After 4 misses, people wary of TN exit polls

Exit polls and weather forecast have something in common in Tamil Nadu. Sometimes the forecasters hit the bulls eye and sometimes they lose face.

By :  migrator
Update: 2019-05-21 03:24 GMT
Government of Tamil Nadu

Chennai

History would suggest that punters and pundits have had a very poor strike rate in the state, at least for over a decade. Even a buoyant DMK, which has been tipped to win most of 39 seats, has been understandably mellowed down in its response to the post-poll predictions this time. Rightly so. 

For, poll predictions had bombed big time for a mind boggling four times since 2004. The most recent failed forecast being the 2016 Assembly elections in which a good number of pollsters had predicted the political equilibrium to tip in favour of the DMK. Conversely, not only were they disproved but former AIADMK general secretary J Jayalalithaa rewrote history by forming consecutive government, only person to do so since the days of her mentor MGR and that too a couple of years after suffering a conviction in the DA case.

The 2014 Lok Sabha elections was another instance when the electorate proved the pollsters wrong. Hardly a pundit had predicted a sweep (AIADMK won 37 of the 39 seats) by the AIADMK, but it did. The Lok Sabha elections of 2009 was a curious case in point given that the DMK-Congress combine was facing maximum heat from Tamil nationalist constituency during the peak of Eelam war. 

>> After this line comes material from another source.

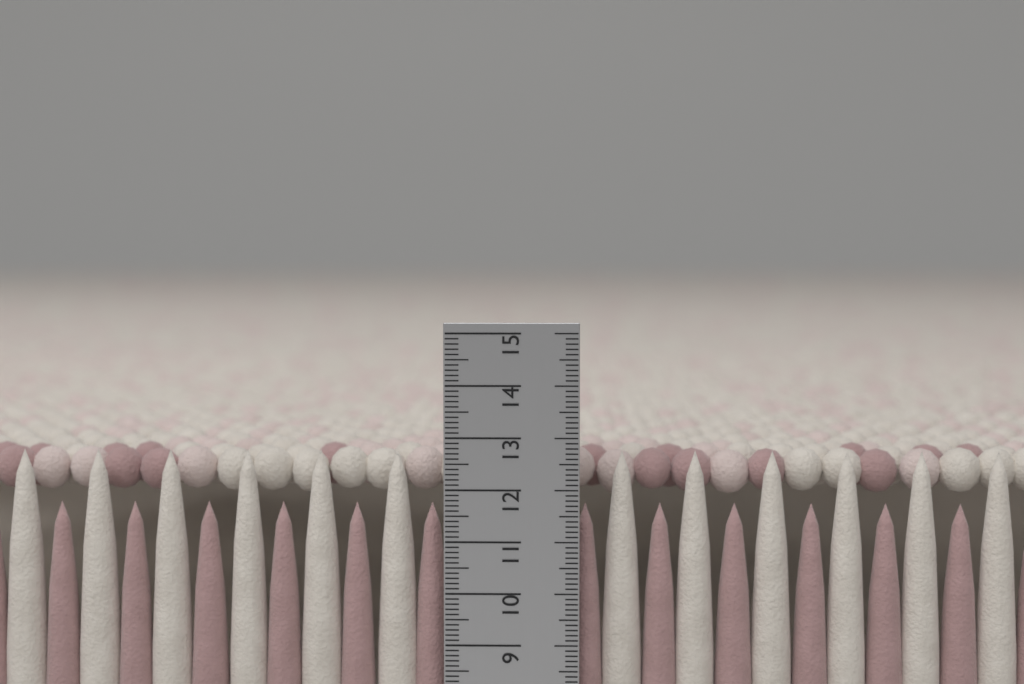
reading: 12.7 cm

The Congress-DMK combine won over a third of the seats (18 + 8 + 1 seats) despite facing the Eelam heat. Though the DMK had the TESMA-ESMA fame AIADMK regime’s unpopularity behind it in 2004, a clean sweep of 39 seats by UPA-I was far from what the pundits had predicted then. Perhaps, the recurring inconsistency of pollsters, aside from the national scenario projected in favour of Modi regime now, were feared to have contributed to DMK’s lack of enthusiasm. 

However, the unreliability of surveys and indifference of DMK has not discouraged a few analysts from predicating a trend based on the exit polls.

Political analyst Ravindran Doraisamy said, “Exit poll is a heterogenous entity. Some may come true. Some may not. Overall, exit polls denote a trend. We can conclude from multiple exit polls that the trend is for Modi across India and DMK-Congress combine in TN.”

“We cannot summarily discredit exit polls. It should be viewed on a case by case basis. In 2006, Yogendra Yadav predicted 10 per cent for Vijayakant, he secured 8 per cent voter share. In 2016, no one predicted Jayalalithaa’s return to power. But the difference between DMK and AIADMK was only one per cent and DMK won over 50 per cent of its seats. We cannot discredit it just because she returned to power,” he said, suggesting that the tally of Modi’s BJP could increase or reduce a bit, but the trend is in Modi’s favour.